The writer of the epistle to the Colossians refers in like manner as the previous writer to the "circumcision made without hands," and proclaims that there is now "neither Greek nor Jew, circumcision nor uncircumcision, Barbarian

Scythian, bond nor free; but Christ is all, and in all." He has "blotted out the handwriting of ordinances that was against us," "nailing it to his cross." No one therefore was to judge them in respect of "meat," or "drink,", or "of an holy day, or of the new moon, or of the Sabbath days;" and they were not to be subject to ordinances, which were traceable merely to man, were all to "perish with the using," and were rudiments of the world." If these are the ordinances the same writer speaks of as put out of our way and nailed upon the cross, it is clear that he was no Jew. In the very words used in the Epistle to the Ephesians (i. 7), he speaks of our having "redemption" through the "blood" of Christ, "even the forgiveness of sins" (i. 14). Also, as in the Epistle to the Ephesians (i. 10), of "peace" being made "through the blood of the cross," and God having thus been pleased "to reconcile all things unto himself; by him, I say, whether they be things in earth, or things in heaven" (i. 20). We are "reconciled in the body of his flesh through death." Christ is "the image of the invisible God," but still only a created being, “the firstborn of every creature" (i. 15). "In him dwelleth all the fulness of the Godhead bodily" (ii. 9). This does not however involve his essential divinity, but only the endowing action of God; for we are told that it "pleased the Father that in him all fulness" should "dwell" (i. 19). What depended on the pleasure of God to bestow, was then not inherent in Christ.

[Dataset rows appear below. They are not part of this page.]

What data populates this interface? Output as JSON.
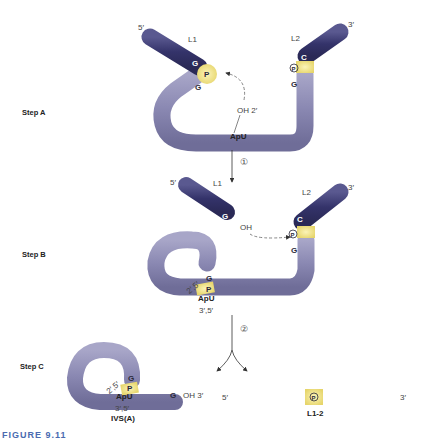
{
  "steps": {
    "a": "Step A",
    "b": "Step B",
    "c": "Step C"
  },
  "stepA": {
    "five_prime": "5′",
    "three_prime": "3′",
    "l1": "L1",
    "l2": "L2",
    "g_upper": "G",
    "p_left": "P",
    "g_lower": "G",
    "c_right": "C",
    "p_right": "P",
    "g_right": "G",
    "oh": "OH 2′",
    "apu": "ApU"
  },
  "arrow1": {
    "label": "①"
  },
  "stepB": {
    "five_prime": "5′",
    "three_prime": "3′",
    "l1": "L1",
    "l2": "L2",
    "g_l1": "G",
    "oh": "OH",
    "c_right": "C",
    "p_right": "P",
    "g_right": "G",
    "g_loop": "G",
    "p_loop": "P",
    "link": "2′,5′",
    "apu": "ApU",
    "link35": "3′,5′"
  },
  "arrow2": {
    "label": "②"
  },
  "stepC": {
    "g_loop": "G",
    "p_loop": "P",
    "link": "2′,5′",
    "apu": "ApU",
    "link35": "3′,5′",
    "g_end": "G",
    "oh_end": "OH 3′",
    "name": "IVS(A)",
    "product_five": "5′",
    "product_three": "3′",
    "product_g": "G",
    "product_p": "P",
    "product_c": "C",
    "product_name": "L1-2"
  },
  "caption": "FIGURE 9.11",
  "colors": {
    "exon": "#3b3a6e",
    "intron": "#8a88b0",
    "phosphate": "#f0e08a"
  }
}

The Epistle to the Hebrews, unlike the rest of the epistles ascribed to Paul, is anonymous. Its authenticity was disputed in the earliest age, namely by Tertullian, Origen, Jerome, and the Latin Church generally.* Modern critics commonly disallow it. Professing to be addressed by a Hebrew to Hebrews, it is in a language foreign to and not in use among them. The writer is anti-Judaic in his spirit. The first covenant was "faulty," and put away. It "decayed," "waxed old," and was “ready to vanish away." Its services appertained to a "worldly sanctuary," carried out by means of "carnal ordinances," relating to "meats, and drinks, and divers washings.' It depended for expiation of sin upon "the blood of bulls and of goats," which "it is not possible" "should take away sins." This covenant has therefore been "disannulled," " for the weak

*"The Bible; is it the Word of God?" 59.